See the "Writings of Washington," iii, 161, note. The facts concerning Washington's difficulties with enlisting are taken chiefly from this volume, where they can best be studied. This was a Sunday. Frothingham's "Siege," 104. Carcasses were hollow shells with several openings. They were filled with combustibles, and when thrown into a town were intended to set fire to buildings.

The following description of the Bunker Hill Monument and Square is from Mr. Frothingham's History of the Siege of Boston, pp. 355, 356. "Monument Square is four hundred and seventeen feet from north to south, and four hundred feet from east to west, and contains nearly six acres. It embraces the whole site of the redoubt, and a part of the site of the breastwork.

"It's all right!" said the old lady, impatiently, "nobody could say anything that wasn't good about Sidney Burgoyne." Thus reassured, Barry turned obediently to the indicated place. "'You ask me about your new neighbor," he read, "'I suppose of course you know that she is Paul Frothingham's only child by his second marriage.

Two were found guilty of manslaughter. The rest were acquitted. On the massacre read Frothingham's Life of Warren, Chaps. 6, 7; Kidder's The Boston Massacre; Joseph Warren's Oration on March 6, 1775, in Library of American Literature, Vol.
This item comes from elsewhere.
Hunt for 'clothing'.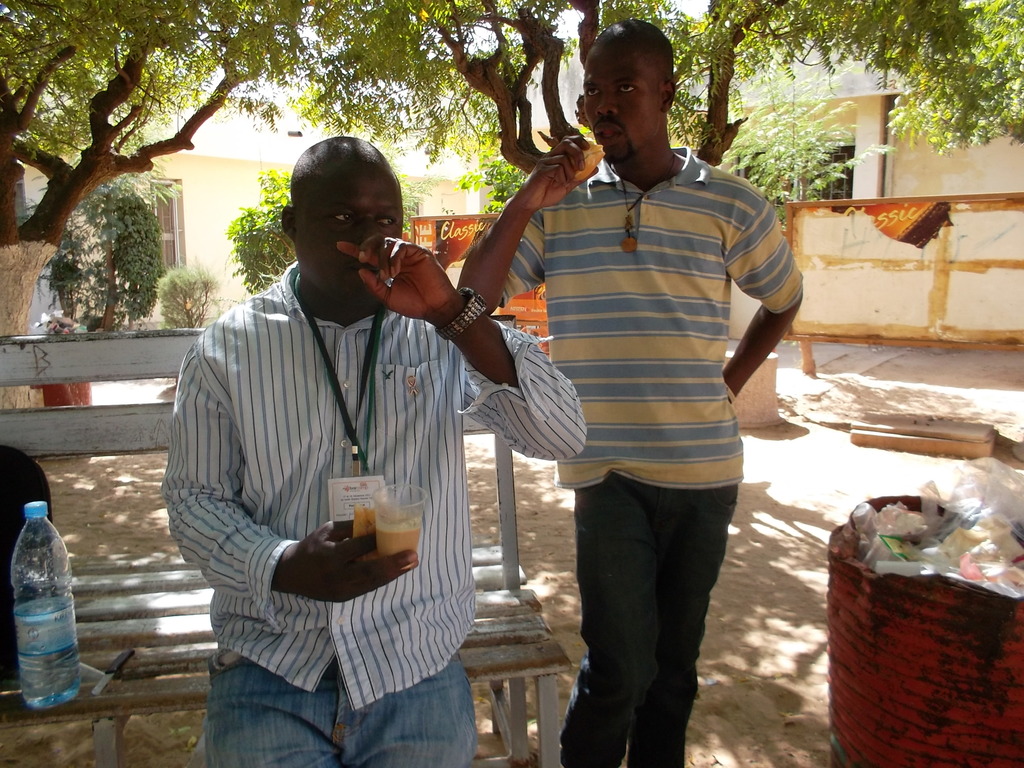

Perhaps because he was forty years of age, perhaps because he had so often come and seen and conquered, perhaps because he made too low an estimate of Bennet Frothingham's daughter, he simply overlooked sentimental considerations. It was a great and a fatal oversight.

"Memorial History of Boston," iii, 15. Frothingham's "Warren," 467. Revere's narrative. Frothingham's "Siege," 95. "Familiar Letters of John and Abigail Adams," 54. Lieutenant Barker makes a suggestion that must have been popular among the officers. "I wonder the G l will allow any of their people to quit the Town till they return the Prisoners; one wou'd think he might get 'em if he'd try."

As it would be difficult farther to condense the information contained in this interesting summary, we must refer the reader to Mr. Frothingham's work for an adequate account of the causes which delayed the completion of the monument for nearly seventeen years, and of the resources and exertions by which the desired end was finally attained.